Wednesday, June 9, 2010

On the Philosophes and the Nature of their Thoughts

The Enlightenment presented new and incredible ways of thinking about society and the people within it. An interesting point brought forth, and one of the most radical and novel, treated the change in view of the hierarchy, particularly in France. An interesting point, however, is that the people meeting in the salons and so forth seemed interestingly focused on themselves looking from their position up towards those above them, pondering their own particular inferiority to them, not wanting to ponder how their ideas would apply to those yet below themselves and their own tyranny over them. This thought goes hand in hand with the point about fear of the mob.
People like the Philosophes, while speaking of social reform, do not seem to have had the intention of engaging the majority of the population: the middle and lower classes. I understand that this would have proven difficult, considering the main means of spreading their ideas was the press and the majority of the population was illiterate; by the same token, though, it is interesting that they would have thought the king would entertain the thought of intentionally removing power from himself for the abstract ideas offered by men like Voltaire, of the social contract and things of that nature. Though the situation is much different from Europe, the American elites of the Revolution, according to scholars like Gary Nash, attempted to engage the people in the back-country of the United States, the poor farmers and the lower-class artisans, because they understood that the ideas of “liberty” and the “rights of man” needed to spread, that the Revolution would become possible only through a the participation of a majority of the population. It seems the contrary in Europe, that they preferred to keep these ideas confined within the middle and upper classes, rather than allowing the ideas so spread. .

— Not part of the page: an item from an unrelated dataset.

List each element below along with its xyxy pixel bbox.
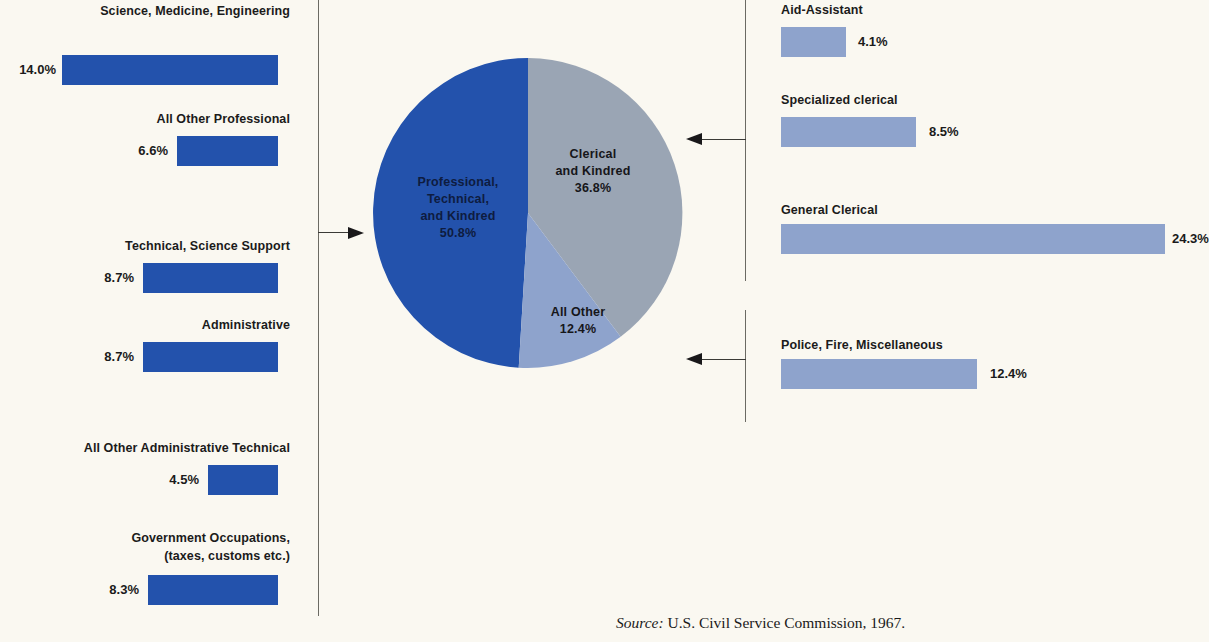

Reforms such as these are radical and indeed quite revolutionary. I do not mean to suggest that the reform-minded individuals of the Enlightenment were short-sighted, but it is interesting that they, in all of their understanding of practicality and reason, did not understand that their ideas, by being so drastically revolutionary, would not inherently spark revolution as they would do in 1776 with the American Revolution and in 1789 with the French Revolution. Perhaps I am wrong in this suggestion, that they saw the potential of these thoughts, but they did not have the power themselves at the time to enact a Revolution or were not prepared for that radical of a change. But to suppose that their government would reform itself on its own, and reform itself in such a way that would reduce its own power, seems quite idealistic and, contrary to what they claimed to be, rather unreasonable. Changes like those, drastic changes in government, in society, and in an entire way of life, are things that come out of revolutions, true revolutions, not the idealistic hope of “reform.”